The curtain, of course, was late, and I gave a sigh of relief when I saw it go up. Edwards, waiting carefully for the hush, had the house with him in three speeches. I have never seen better work, before or since. It was noticeable that at his first exit he got a bigger hand than Brooks at his carefully prepared entrance. The only thing that seemed to me out of the way was his extreme pallor. The silly ass, I said to myself, he hasn't made himself up properly. Then it struck me that it was probably a sound touch of realism, for certainly Dunbar would not be described as a full-blooded creature. I had read the play carefully, and had seen it in rehearsal; but I had never known how much there was in it. Strangely enough, Edwards was the only one who showed no trace of nervousness. All the others, even Brooks, seemed unaccountably at a loss now and then, trampled on their lines, and smothered their points. At first the house was inclined to applaud, but as the action tightened, they hushed into the perfect and passionate silence that is the playwright's dream. There were six curtains at the end of the first act. I could tell by the tilt of old Upton's pink pate that he was in fine spirits. I looked about for Fagan in the lobby, as I was keen to see how he was taking it, but missed him in the arguing and shifting crowd.

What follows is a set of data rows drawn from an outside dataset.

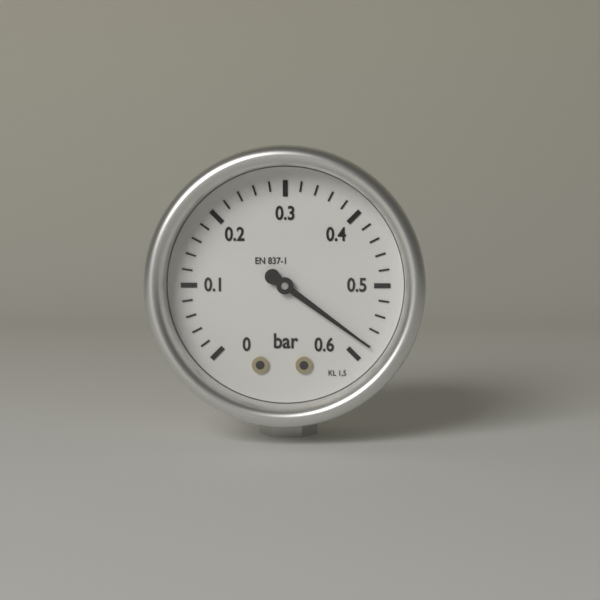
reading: 0.58 bar
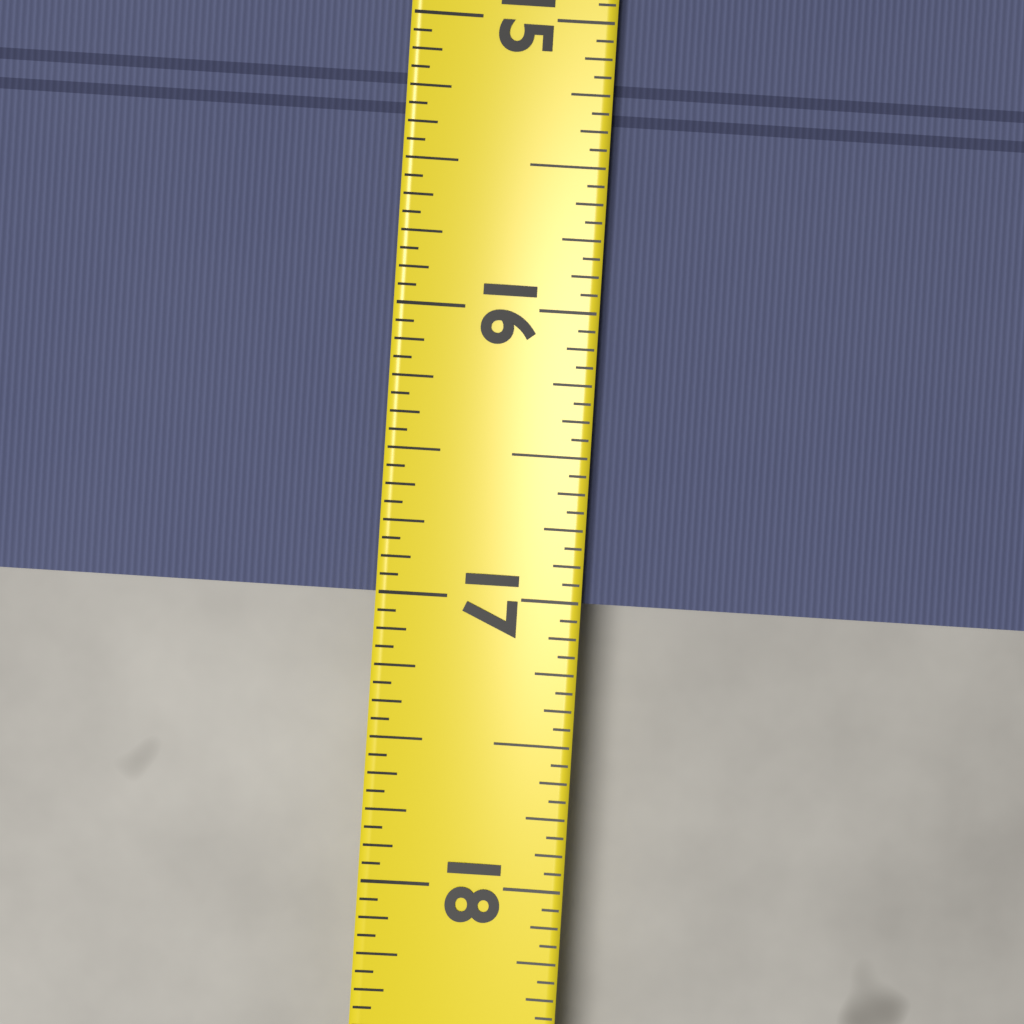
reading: 17.0000 (no unit)
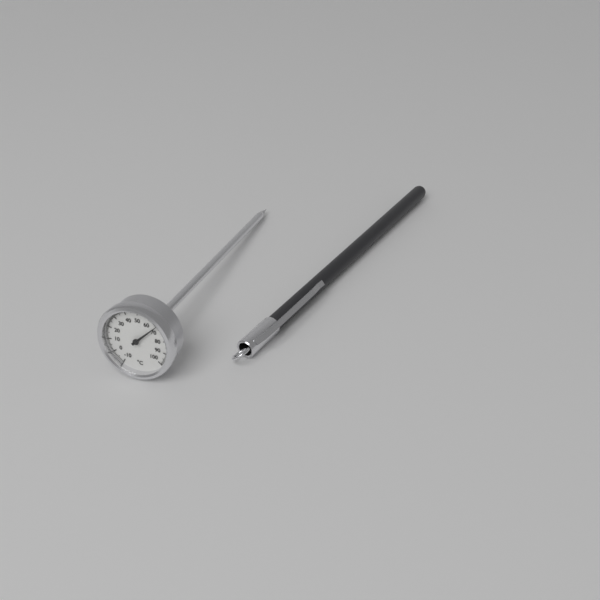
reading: 67 °C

By the time the third act was under way it was plain that we had a sure-fire success. Novice as I was, I could read the signs when I saw Upton scribbling telegrams at the box-office window in the second intermission, and observed the face of Mr. Mitford. The usual slips that always happen on first nights were there, of course. In the third act, when Edwards had to take Sylvia in his arms, she seemed to trip and almost fell; and I noticed that Brooks crossed the stage and helped her off, which was not in the script; but these things were not marked by most of the audience. Dunbar, you remember, makes his final exit several minutes before the end of the third act. When he went off there was a little stir among the audience--far more eloquent than applause would have been. That beautiful delineation of a blundering high-minded failure had made its appeal.